2 Clarke Drive
Suite 100
Cranbury, NJ 08512
© 2024 MJH Life Sciences™ and OncLive - Clinical Oncology News, Cancer Expert Insights. All rights reserved.
Renier J. Brentjens, MD, PhD, Leukemia Service, Memorial Sloan-Kettering Cancer Center, discusses the treatment of B-cell malignancies with chimeric antigen receptor(CAR)–modified T cells.
Renier J. Brentjens, MD, PhD, Leukemia Service, Memorial Sloan-Kettering Cancer Center, discusses the treatment of B-cell malignancies with chimeric antigen receptor(CAR)—modified T cells.
This method of treatment goes back almost 10 years, Brentjens says, and started in low-grade B-cell malignancies. As researchers became more comfortable with the technology, they began treating adult B-cell acute lymphoblastic leukemia (ALL), a disease with far worse prognosis. Patients with this disease have a poor prognosis from the time of diagnosis, Brentjens says, and have an even worse prognosis if the disease comes back after initial treatment. The only option for patients who have relapsed is through a salvage chemotherapy regimen, which hopefully gets them back into remission. These patients then undergo an allogeneic bone marrow transplant and hope that the disease does not return. Unfortunately, many patients who relapse never get back into remission, eliminating the option of a transplant.
This is a desperate population that deserves attention, Brentjens says. In a clinical trial, all patients tolerated treatment with CAR—modified T cells and, more significantly, went into a minimal residual disease negative complete remission. Even with highly sensitive detection methods, B cell ALL tumor cells could not be detected. This demonstrated that these patients are optimally primed for subsequent bone marrow transplantation and had the greatest chance of long-term survival.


What you should do: Only the lines from the one containing "Get the bounding box for footwear." through the final line below belong in the output, copied exactly and without pictures.

Data to use:
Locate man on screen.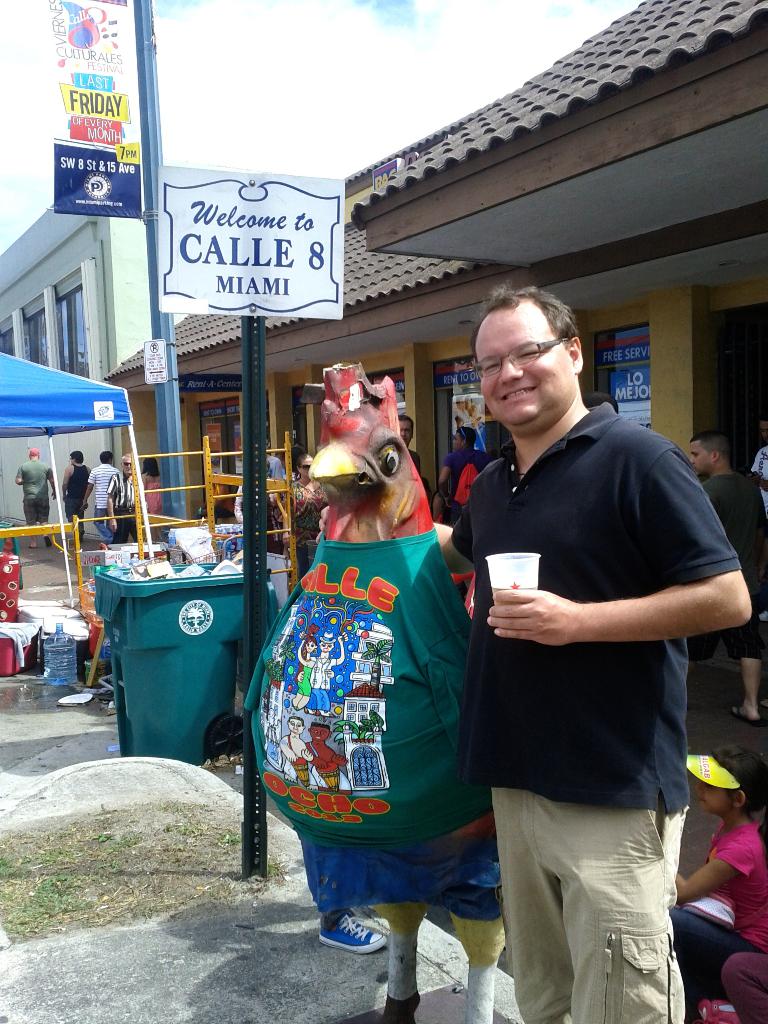
On screen at (17,438,61,534).
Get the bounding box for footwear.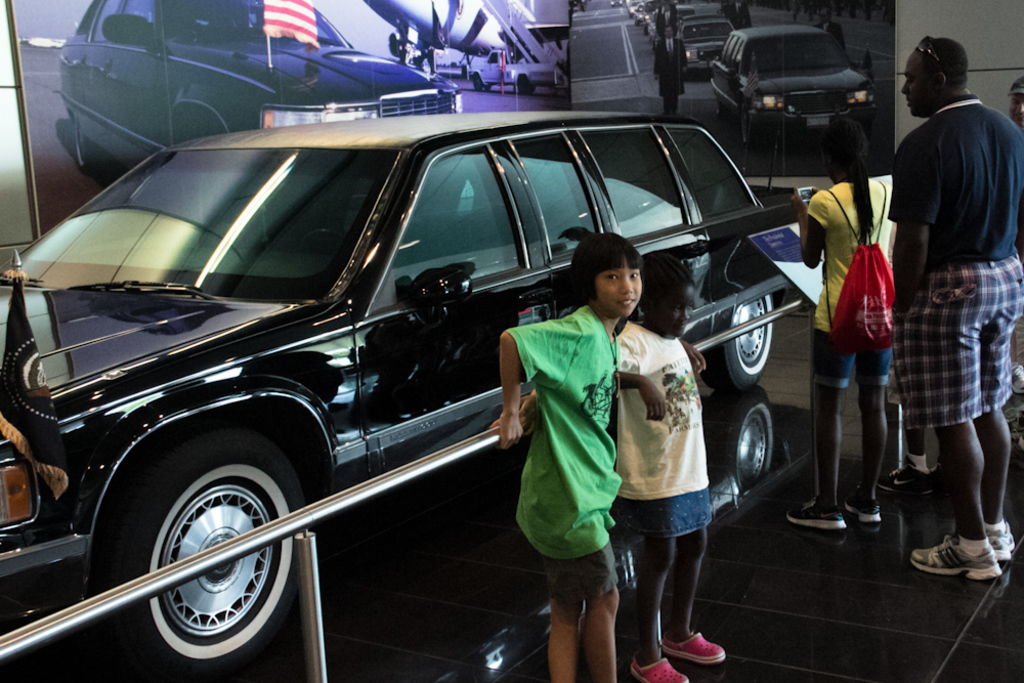
rect(781, 503, 844, 531).
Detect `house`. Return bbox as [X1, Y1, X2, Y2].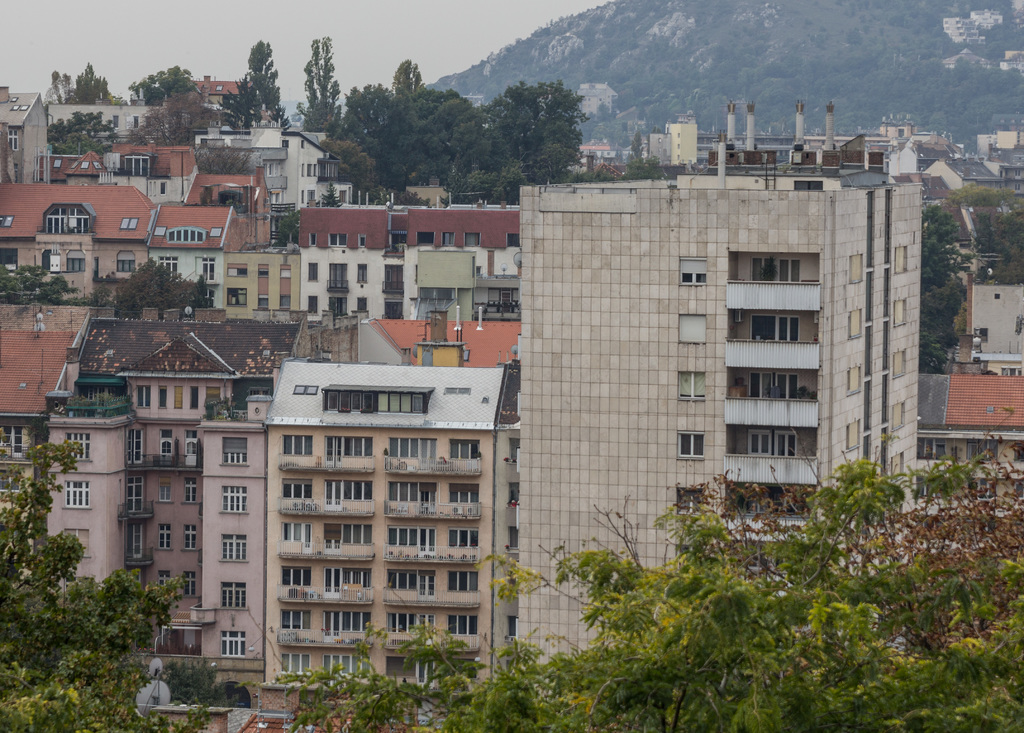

Reply:
Get the bounding box for footwear.
rect(781, 503, 844, 531).
Detect `house`. Return bbox as [X1, Y1, X2, Y2].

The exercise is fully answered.